John Steinbeck Fullscreen Grapes of Wrath (1939)

Pause

And men are proud, for of their knowledge they can make the year heavy.

They have transformed the world with their knowledge.

The short, lean wheat has been made big and productive.

Little sour apples have grown large and sweet, and that old grape that grew among the trees and fed the birds its tiny fruit has mothered a thousand varieties, red and black, green and pale pink, purple and yellow; and each variety with its own flavor.

The men who work in the experimental farms have made new fruits: nectarines and forty kinds of plums, walnuts with paper shells.

And always they work, selecting, grafting, changing, driving themselves, driving the earth to produce.

And first the cherries ripen.

Cent and a half a pound.

Hell, we can’t pick ’em for that.

Black cherries and red cherries, full and sweet, and the birds eat half of each cherry and the yellowjackets buzz into the holes the birds made.

And on the ground the seeds drop and dry with black shreds hanging from them.

The purple prunes soften and sweeten.

My God, we can’t pick them and dry and sulphur them.

We can’t pay wages, no matter what wages.

And the purple prunes carpet the ground.

And first the skins wrinkle a little and swarms of flies come to feast, and the valley is filled with the odor of sweet decay.

The meat turns dark and the crop shrivels on the ground.

And the pears grow yellow and soft.

Five dollars a ton.

Five dollars for forty fifty-pound boxes; trees pruned and sprayed, orchards cultivated—pick the fruit, put it in boxes, load the trucks, deliver the fruit to the cannery—forty boxes for five dollars.

We can’t do it.

And the yellow fruit falls heavily to the ground and splashes on the ground.

The yellowjackets dig into the soft meat, and there is a smell of ferment and rot.

Then the grapes—we can’t make good wine.

People can’t buy good wine.

Rip the grapes from the vines, good grapes, rotten grapes, wasp-stung grapes.

Press stems, press dirt and rot.

But there’s mildew and formic acid in the vats.

Add sulphur and tannic acid.

The smell from the ferment is not the rich odor of wine, but the smell of decay and chemicals.

Oh, well.

It has alcohol in it, anyway.

They can get drunk.

The little farmers watched debt creep up on them like the tide. They sprayed the trees and sold no crop, they pruned and grafted and could not pick the crop.

And the men of knowledge have worked, have considered, and the fruit is rotting on the ground, and the decaying mash in the wine vats is poisoning the air.

And taste the wine—no grape flavor at all, just sulphur and tannic acid and alcohol.

This little orchard will be a part of a great holding next year, for the debt will have choked the owner.

This vineyard will belong to the bank.

Only the great owners can survive, for they own the canneries too.

And four pears peeled and cut in half, cooked and canned, still cost fifteen cents.

And the canned pears do not spoil.

They will last for years.

The decay spreads over the State, and the sweet smell is a great sorrow on the land.

Men who can graft the trees and make the seed fertile and big can find no way to let the hungry people eat their produce.

Men who have created new fruits in the world cannot create a system whereby their fruits may be eaten.

And the failure hangs over the State like a great sorrow.

The works of the roots of the vines, of the trees, must be destroyed to keep up the price, and this is the saddest, bitterest thing of all.

Carloads of oranges dumped on the ground.

The people came for miles to take the fruit, but this could not be.

How would they buy oranges at twenty cents a dozen if they could drive out and pick them up?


▸ Exercise objective:
Of the lines below, write out exactly those from the line with "You are a GUI" through the line with "This screenshot has height=553, width=1155.", both included, and skip the rest.

━━━ The records

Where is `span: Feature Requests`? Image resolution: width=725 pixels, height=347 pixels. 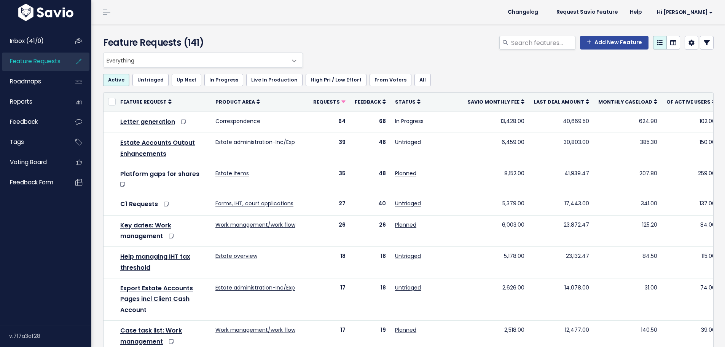 span: Feature Requests is located at coordinates (35, 61).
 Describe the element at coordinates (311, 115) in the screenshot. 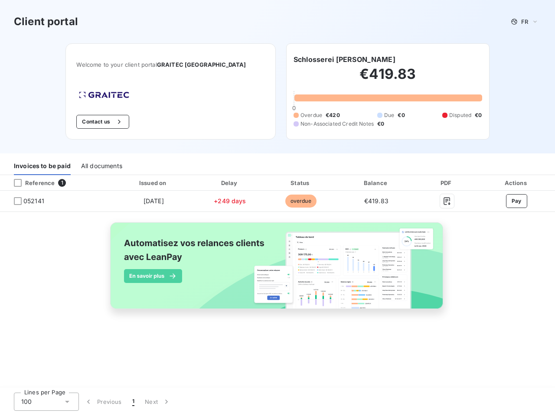

I see `span: Overdue` at that location.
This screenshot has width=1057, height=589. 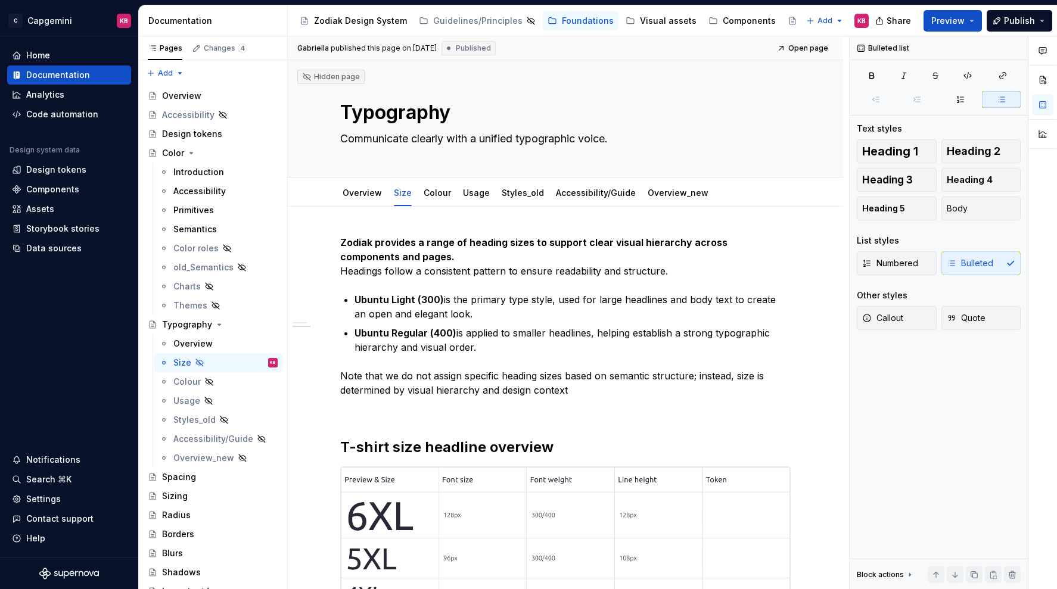 I want to click on a: Home, so click(x=69, y=55).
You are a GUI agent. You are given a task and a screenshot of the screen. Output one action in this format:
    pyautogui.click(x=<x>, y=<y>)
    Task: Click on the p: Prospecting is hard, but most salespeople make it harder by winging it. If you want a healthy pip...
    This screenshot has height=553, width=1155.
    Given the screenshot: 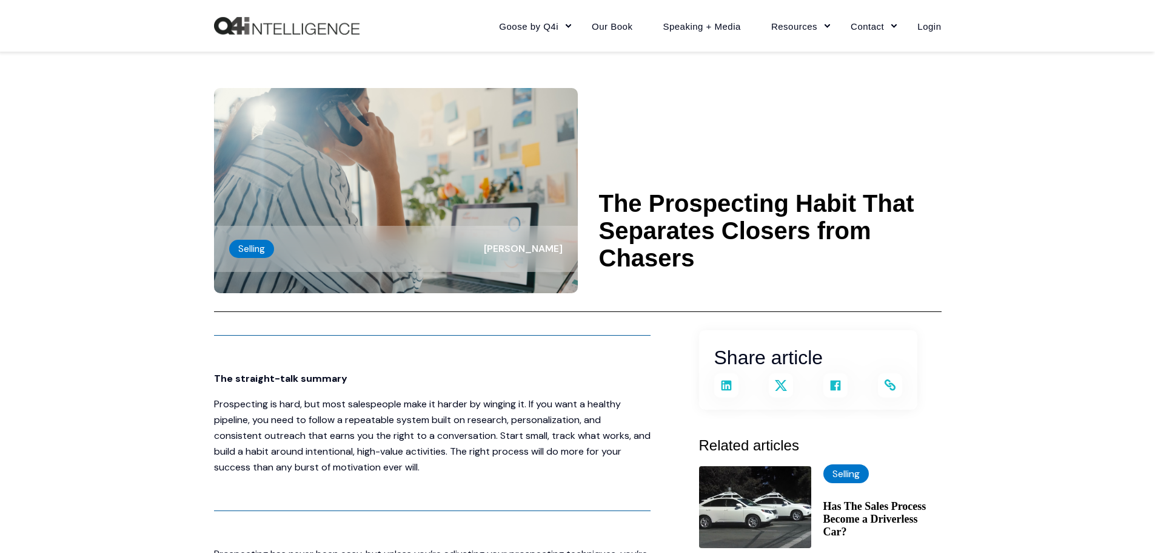 What is the action you would take?
    pyautogui.click(x=432, y=436)
    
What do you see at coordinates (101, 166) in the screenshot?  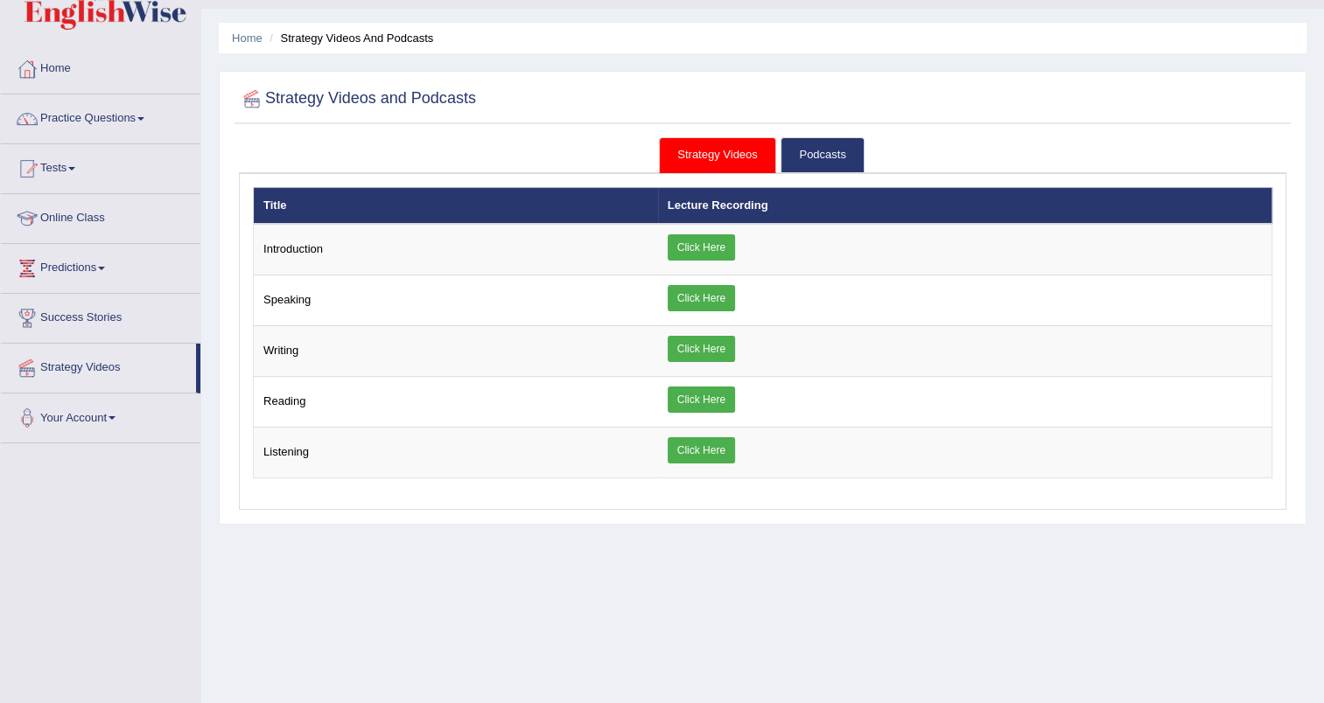 I see `a: Tests` at bounding box center [101, 166].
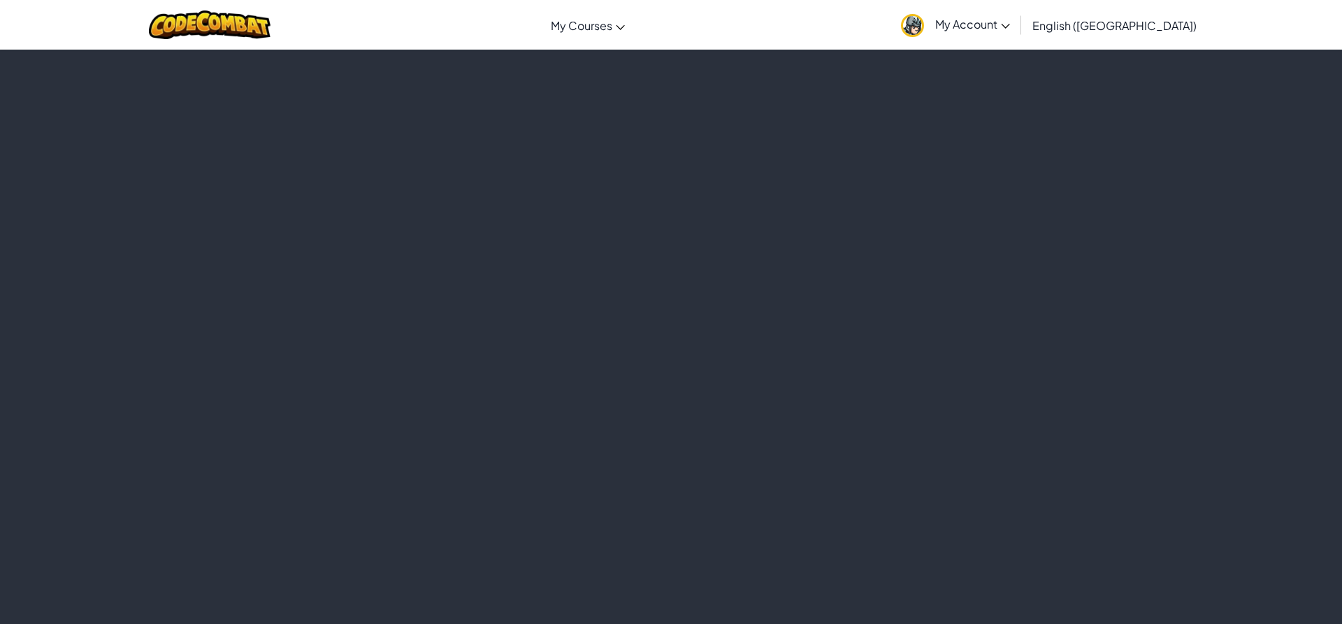 The image size is (1342, 624). What do you see at coordinates (912, 25) in the screenshot?
I see `img: avatar` at bounding box center [912, 25].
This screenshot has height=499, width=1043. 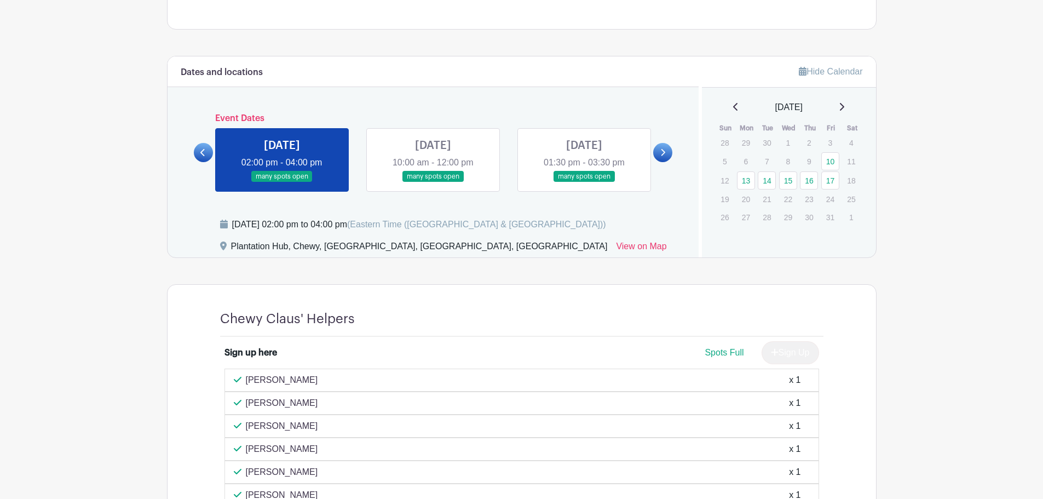 What do you see at coordinates (287, 319) in the screenshot?
I see `h4: Chewy Claus' Helpers` at bounding box center [287, 319].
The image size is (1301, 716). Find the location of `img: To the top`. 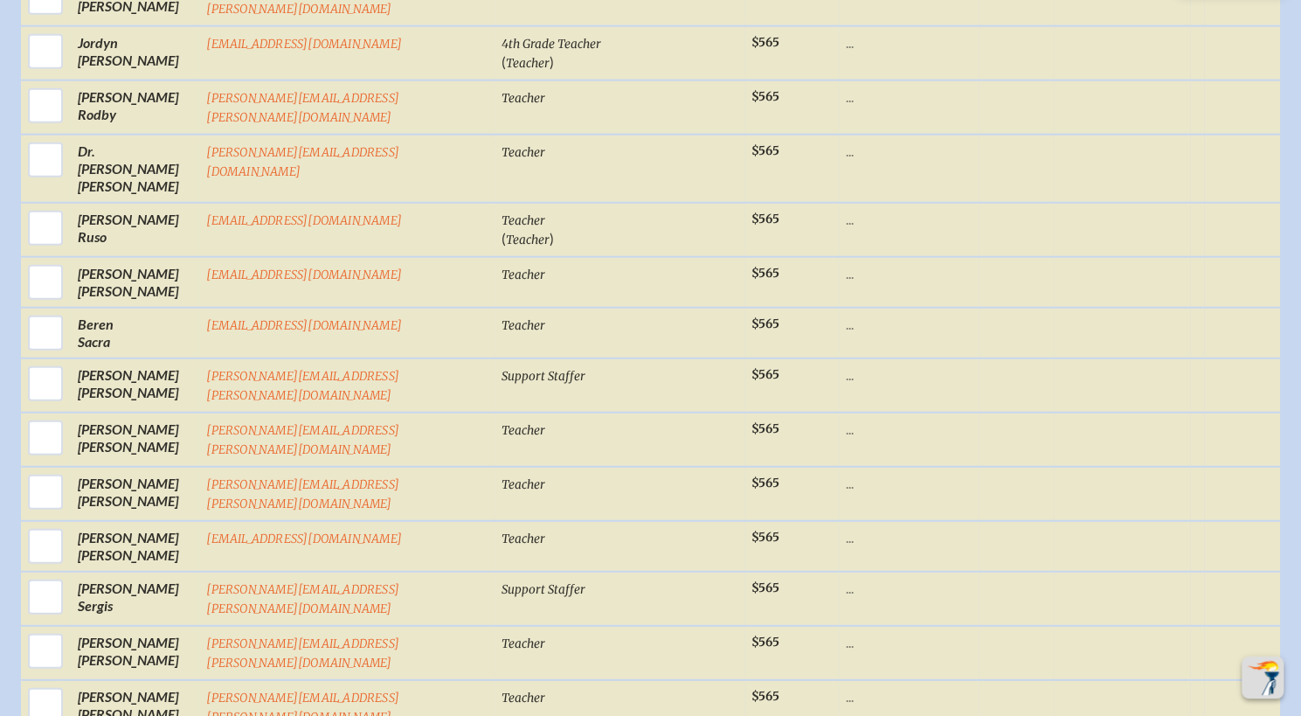

img: To the top is located at coordinates (1262, 677).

━━━━━━

▸ Solution to the exercise:
You are a GUI agent. You are given a task and a screenshot of the screen. Output one action in this format:
    pyautogui.click(x=<x>, y=<y>)
    Task: Click on the p: Prospecting is hard, but most salespeople make it harder by winging it. If you want a healthy pip...
    This screenshot has height=553, width=1155.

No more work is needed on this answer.